Reporters Without Borders today condemned the announcement by the Zimbabwean government's Media and Information Commission (MIC) on 25 February that it is closing the independent Weekly Times for a year for "violating the Access to Information and Protection of Privacy Act." "It is the second serious press freedom violation in two weeks", the organization said.
Reporters Without Borders today condemned the announcement by the Zimbabwean government's Media and Information Commission (MIC) on 25 February that it is closing the independent Weekly Times for a year for "violating the Access to Information and Protection of Privacy Act."
"As usual, the Zimbabwean authorities find any old pretext for gagging independent media that might spoil things for them at the height of an election campaign," the press freedom organization said, calling it "the second serious press freedom violation in two weeks," after three foreign press correspondents were forced to flee the country.
"The government does not hesitate to step up the repression one month before the 31 March legislative elections," the organization added, "although it ratified the Southern African Development Community's protocol on principles and rules for democratic elections which ought, in theory, to guarantee press freedom."
MIC chairman Tafataona Mahoso, who had threatened to close the Weekly Times in January just a week after the first issue came out, said its licence was being withdrawn because of a false statement and the failure of its owners to reveal facts. The newspaper had tricked him when it registered its licence by hiding certain aspects of its editorial line, Mahoso alleged.
According to its statutes, the Weekly Times is a privately-owned news weekly focussing on development issues.
It is the fourth privately-owned, independent newspaper to be closed in less than two years, following the Daily News, the Daily News On Sunday and The Tribune.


● Exercise requirements
Write the data out again in full, with no departure from the original.
*** Records provided ***
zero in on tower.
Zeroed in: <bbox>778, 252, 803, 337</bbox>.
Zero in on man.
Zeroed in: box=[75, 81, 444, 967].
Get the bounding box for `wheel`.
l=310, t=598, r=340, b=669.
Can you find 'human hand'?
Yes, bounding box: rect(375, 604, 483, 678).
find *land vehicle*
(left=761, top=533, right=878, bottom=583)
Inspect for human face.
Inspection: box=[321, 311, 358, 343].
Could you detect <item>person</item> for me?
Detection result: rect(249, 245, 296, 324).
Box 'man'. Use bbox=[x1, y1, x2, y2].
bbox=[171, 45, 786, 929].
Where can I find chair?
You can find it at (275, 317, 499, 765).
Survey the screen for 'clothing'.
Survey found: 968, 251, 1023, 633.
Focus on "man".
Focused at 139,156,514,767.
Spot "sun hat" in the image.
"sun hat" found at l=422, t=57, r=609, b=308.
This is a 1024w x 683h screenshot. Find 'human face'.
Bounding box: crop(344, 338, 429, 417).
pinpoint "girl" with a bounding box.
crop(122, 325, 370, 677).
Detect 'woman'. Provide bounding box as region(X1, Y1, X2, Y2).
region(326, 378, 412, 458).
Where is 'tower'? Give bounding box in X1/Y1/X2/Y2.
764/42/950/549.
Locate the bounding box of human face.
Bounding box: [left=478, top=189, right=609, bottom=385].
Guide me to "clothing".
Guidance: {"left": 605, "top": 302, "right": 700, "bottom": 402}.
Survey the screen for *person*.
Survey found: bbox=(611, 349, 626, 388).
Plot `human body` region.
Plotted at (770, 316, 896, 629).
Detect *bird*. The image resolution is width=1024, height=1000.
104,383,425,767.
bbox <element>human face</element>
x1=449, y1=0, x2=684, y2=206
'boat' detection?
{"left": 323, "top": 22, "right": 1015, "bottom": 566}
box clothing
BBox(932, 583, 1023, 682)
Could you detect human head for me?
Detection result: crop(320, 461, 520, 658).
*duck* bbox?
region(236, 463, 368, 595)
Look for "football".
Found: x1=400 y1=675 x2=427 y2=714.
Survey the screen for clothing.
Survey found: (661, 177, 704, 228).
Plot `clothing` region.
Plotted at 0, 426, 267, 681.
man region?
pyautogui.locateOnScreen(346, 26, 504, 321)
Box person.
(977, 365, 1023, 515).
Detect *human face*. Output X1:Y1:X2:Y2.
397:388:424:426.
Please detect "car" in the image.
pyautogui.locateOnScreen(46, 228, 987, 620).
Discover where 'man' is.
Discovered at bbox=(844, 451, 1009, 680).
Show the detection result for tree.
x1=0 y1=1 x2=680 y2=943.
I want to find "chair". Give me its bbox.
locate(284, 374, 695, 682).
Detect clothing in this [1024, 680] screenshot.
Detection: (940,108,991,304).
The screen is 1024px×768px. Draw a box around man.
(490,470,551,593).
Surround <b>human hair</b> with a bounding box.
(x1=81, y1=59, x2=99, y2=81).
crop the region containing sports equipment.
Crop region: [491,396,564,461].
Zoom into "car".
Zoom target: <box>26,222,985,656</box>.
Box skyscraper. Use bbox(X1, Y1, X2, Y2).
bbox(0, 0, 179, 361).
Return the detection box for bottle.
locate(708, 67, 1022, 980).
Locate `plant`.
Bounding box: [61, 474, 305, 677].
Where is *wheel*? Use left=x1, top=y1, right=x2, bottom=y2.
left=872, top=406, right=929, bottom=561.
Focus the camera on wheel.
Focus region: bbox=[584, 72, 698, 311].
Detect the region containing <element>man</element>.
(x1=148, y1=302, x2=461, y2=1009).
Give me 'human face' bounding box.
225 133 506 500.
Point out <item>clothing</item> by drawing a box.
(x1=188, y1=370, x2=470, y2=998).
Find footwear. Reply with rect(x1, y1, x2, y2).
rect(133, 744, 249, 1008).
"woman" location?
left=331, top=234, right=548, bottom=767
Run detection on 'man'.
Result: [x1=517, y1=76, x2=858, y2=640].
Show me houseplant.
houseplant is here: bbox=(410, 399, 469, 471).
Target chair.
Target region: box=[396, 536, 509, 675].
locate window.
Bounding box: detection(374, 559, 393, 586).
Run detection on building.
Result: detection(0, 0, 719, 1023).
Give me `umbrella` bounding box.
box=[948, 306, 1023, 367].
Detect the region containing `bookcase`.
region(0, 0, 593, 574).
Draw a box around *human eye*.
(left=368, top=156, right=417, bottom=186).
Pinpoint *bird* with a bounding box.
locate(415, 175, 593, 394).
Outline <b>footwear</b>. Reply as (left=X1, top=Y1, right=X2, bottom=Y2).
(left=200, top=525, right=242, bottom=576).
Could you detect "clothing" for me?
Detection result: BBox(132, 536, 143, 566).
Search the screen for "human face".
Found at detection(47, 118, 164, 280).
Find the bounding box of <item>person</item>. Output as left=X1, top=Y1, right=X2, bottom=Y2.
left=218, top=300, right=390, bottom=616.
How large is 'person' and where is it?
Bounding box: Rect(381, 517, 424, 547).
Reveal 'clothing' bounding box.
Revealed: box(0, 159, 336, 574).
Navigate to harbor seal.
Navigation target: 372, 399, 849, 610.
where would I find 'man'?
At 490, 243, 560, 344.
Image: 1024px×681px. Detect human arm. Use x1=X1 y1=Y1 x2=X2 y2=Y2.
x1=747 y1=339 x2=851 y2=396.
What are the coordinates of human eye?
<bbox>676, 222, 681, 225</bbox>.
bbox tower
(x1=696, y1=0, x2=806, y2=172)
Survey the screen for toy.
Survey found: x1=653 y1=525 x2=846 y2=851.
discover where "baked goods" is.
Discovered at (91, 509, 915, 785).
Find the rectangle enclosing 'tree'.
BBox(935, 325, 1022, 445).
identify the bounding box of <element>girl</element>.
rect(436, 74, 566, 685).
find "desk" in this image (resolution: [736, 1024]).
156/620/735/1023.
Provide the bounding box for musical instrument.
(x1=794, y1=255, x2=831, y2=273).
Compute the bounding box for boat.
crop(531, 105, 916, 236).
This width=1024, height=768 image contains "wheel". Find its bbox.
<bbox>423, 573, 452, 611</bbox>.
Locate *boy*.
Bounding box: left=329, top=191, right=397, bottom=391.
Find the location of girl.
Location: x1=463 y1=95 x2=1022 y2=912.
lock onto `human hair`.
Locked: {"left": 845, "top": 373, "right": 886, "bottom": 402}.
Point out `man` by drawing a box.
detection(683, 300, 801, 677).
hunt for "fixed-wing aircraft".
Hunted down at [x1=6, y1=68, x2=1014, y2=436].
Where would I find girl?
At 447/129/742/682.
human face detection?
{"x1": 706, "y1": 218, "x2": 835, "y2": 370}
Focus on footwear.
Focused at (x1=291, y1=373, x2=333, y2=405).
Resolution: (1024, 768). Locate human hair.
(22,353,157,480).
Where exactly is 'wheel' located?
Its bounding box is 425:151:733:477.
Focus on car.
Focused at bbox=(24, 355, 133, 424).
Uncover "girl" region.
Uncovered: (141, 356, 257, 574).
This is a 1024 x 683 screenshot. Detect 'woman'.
*** End of Records provided ***
● Exercise output
zero in on tower.
Zeroed in: <bbox>778, 252, 803, 337</bbox>.
Zero in on man.
Zeroed in: box=[75, 81, 444, 967].
Get the bounding box for `wheel`.
l=310, t=598, r=340, b=669.
Can you find 'human hand'?
Yes, bounding box: rect(375, 604, 483, 678).
find *land vehicle*
(left=761, top=533, right=878, bottom=583)
Inspect for human face.
Inspection: box=[321, 311, 358, 343].
Could you detect <item>person</item> for me?
Detection result: rect(249, 245, 296, 324).
Box 'man'. Use bbox=[x1, y1, x2, y2].
bbox=[171, 45, 786, 929].
Where can I find chair?
You can find it at (275, 317, 499, 765).
Survey the screen for 'clothing'.
Survey found: 968, 251, 1023, 633.
Focus on "man".
Focused at 139,156,514,767.
Spot "sun hat" in the image.
"sun hat" found at l=422, t=57, r=609, b=308.
This is a 1024w x 683h screenshot. Find 'human face'.
Bounding box: crop(344, 338, 429, 417).
pinpoint "girl" with a bounding box.
crop(122, 325, 370, 677).
Detect 'woman'. Provide bounding box as region(X1, Y1, X2, Y2).
region(326, 378, 412, 458).
Where is 'tower'? Give bounding box in X1/Y1/X2/Y2.
764/42/950/549.
Locate the bounding box of human face.
Bounding box: [left=478, top=189, right=609, bottom=385].
Guide me to "clothing".
Guidance: {"left": 605, "top": 302, "right": 700, "bottom": 402}.
Survey the screen for *person*.
Survey found: bbox=(611, 349, 626, 388).
Plot `human body` region.
Plotted at (770, 316, 896, 629).
Detect *bird*. The image resolution is width=1024, height=1000.
104,383,425,767.
bbox <element>human face</element>
x1=449, y1=0, x2=684, y2=206
'boat' detection?
{"left": 323, "top": 22, "right": 1015, "bottom": 566}
box clothing
BBox(932, 583, 1023, 682)
Could you detect human head for me?
Detection result: crop(320, 461, 520, 658).
*duck* bbox?
region(236, 463, 368, 595)
Look for "football".
Found: x1=400 y1=675 x2=427 y2=714.
Survey the screen for clothing.
Survey found: (661, 177, 704, 228).
Plot `clothing` region.
Plotted at 0, 426, 267, 681.
man region?
pyautogui.locateOnScreen(346, 26, 504, 321)
Box person.
(977, 365, 1023, 515).
Detect *human face*. Output X1:Y1:X2:Y2.
397:388:424:426.
Please detect "car" in the image.
pyautogui.locateOnScreen(46, 228, 987, 620).
Discover where 'man' is.
Discovered at bbox=(844, 451, 1009, 680).
Show the detection result for tree.
x1=0 y1=1 x2=680 y2=943.
I want to find "chair". Give me its bbox.
locate(284, 374, 695, 682).
Detect clothing in this [1024, 680] screenshot.
Detection: (940,108,991,304).
The screen is 1024px×768px. Draw a box around man.
(490,470,551,593).
Surround <b>human hair</b> with a bounding box.
(x1=81, y1=59, x2=99, y2=81).
crop the region containing sports equipment.
Crop region: [491,396,564,461].
Zoom into "car".
Zoom target: <box>26,222,985,656</box>.
Box skyscraper. Use bbox(X1, Y1, X2, Y2).
bbox(0, 0, 179, 361).
Return the detection box for bottle.
locate(708, 67, 1022, 980).
Locate `plant`.
Bounding box: [61, 474, 305, 677].
Where is *wheel*? Use left=x1, top=y1, right=x2, bottom=y2.
left=872, top=406, right=929, bottom=561.
Focus the camera on wheel.
Focus region: bbox=[584, 72, 698, 311].
Detect the region containing <element>man</element>.
(x1=148, y1=302, x2=461, y2=1009).
Give me 'human face' bounding box.
225 133 506 500.
Point out <item>clothing</item> by drawing a box.
(x1=188, y1=370, x2=470, y2=998).
Find footwear. Reply with rect(x1, y1, x2, y2).
rect(133, 744, 249, 1008).
"woman" location?
left=331, top=234, right=548, bottom=767
Run detection on 'man'.
Result: [x1=517, y1=76, x2=858, y2=640].
Show me houseplant.
houseplant is here: bbox=(410, 399, 469, 471).
Target chair.
Target region: box=[396, 536, 509, 675].
locate window.
Bounding box: detection(374, 559, 393, 586).
Run detection on building.
Result: detection(0, 0, 719, 1023).
Give me `umbrella` bounding box.
box=[948, 306, 1023, 367].
Detect the region containing `bookcase`.
region(0, 0, 593, 574).
Draw a box around *human eye*.
(left=368, top=156, right=417, bottom=186).
Pinpoint *bird* with a bounding box.
locate(415, 175, 593, 394).
Outline <b>footwear</b>. Reply as (left=X1, top=Y1, right=X2, bottom=Y2).
(left=200, top=525, right=242, bottom=576).
Could you detect "clothing" for me?
Detection result: BBox(132, 536, 143, 566).
Search the screen for "human face".
Found at detection(47, 118, 164, 280).
Find the bounding box of <item>person</item>. Output as left=X1, top=Y1, right=X2, bottom=Y2.
left=218, top=300, right=390, bottom=616.
How large is 'person' and where is it?
Bounding box: Rect(381, 517, 424, 547).
Reveal 'clothing' bounding box.
Revealed: box(0, 159, 336, 574).
Navigate to harbor seal.
Navigation target: 372, 399, 849, 610.
where would I find 'man'?
At 490, 243, 560, 344.
Image: 1024px×681px. Detect human arm. Use x1=X1 y1=Y1 x2=X2 y2=Y2.
x1=747 y1=339 x2=851 y2=396.
What are the coordinates of human eye?
<bbox>676, 222, 681, 225</bbox>.
bbox tower
(x1=696, y1=0, x2=806, y2=172)
Survey the screen for toy.
Survey found: x1=653 y1=525 x2=846 y2=851.
discover where "baked goods" is.
Discovered at (91, 509, 915, 785).
Find the rectangle enclosing 'tree'.
BBox(935, 325, 1022, 445).
identify the bounding box of <element>girl</element>.
rect(436, 74, 566, 685).
find "desk" in this image (resolution: [736, 1024]).
156/620/735/1023.
Provide the bounding box for musical instrument.
(x1=794, y1=255, x2=831, y2=273).
Compute the bounding box for boat.
crop(531, 105, 916, 236).
This width=1024, height=768 image contains "wheel". Find its bbox.
<bbox>423, 573, 452, 611</bbox>.
Locate *boy*.
Bounding box: left=329, top=191, right=397, bottom=391.
Find the location of girl.
Location: x1=463 y1=95 x2=1022 y2=912.
lock onto `human hair`.
Locked: {"left": 845, "top": 373, "right": 886, "bottom": 402}.
Point out `man` by drawing a box.
detection(683, 300, 801, 677).
hunt for "fixed-wing aircraft".
Hunted down at [x1=6, y1=68, x2=1014, y2=436].
Where would I find girl?
At 447/129/742/682.
human face detection?
{"x1": 706, "y1": 218, "x2": 835, "y2": 370}
Focus on footwear.
Focused at (x1=291, y1=373, x2=333, y2=405).
Resolution: (1024, 768). Locate human hair.
(22,353,157,480).
Where exactly is 'wheel' located?
Its bounding box is 425:151:733:477.
Focus on car.
Focused at bbox=(24, 355, 133, 424).
Uncover "girl" region.
Uncovered: (141, 356, 257, 574).
This is a 1024 x 683 screenshot. Detect 'woman'.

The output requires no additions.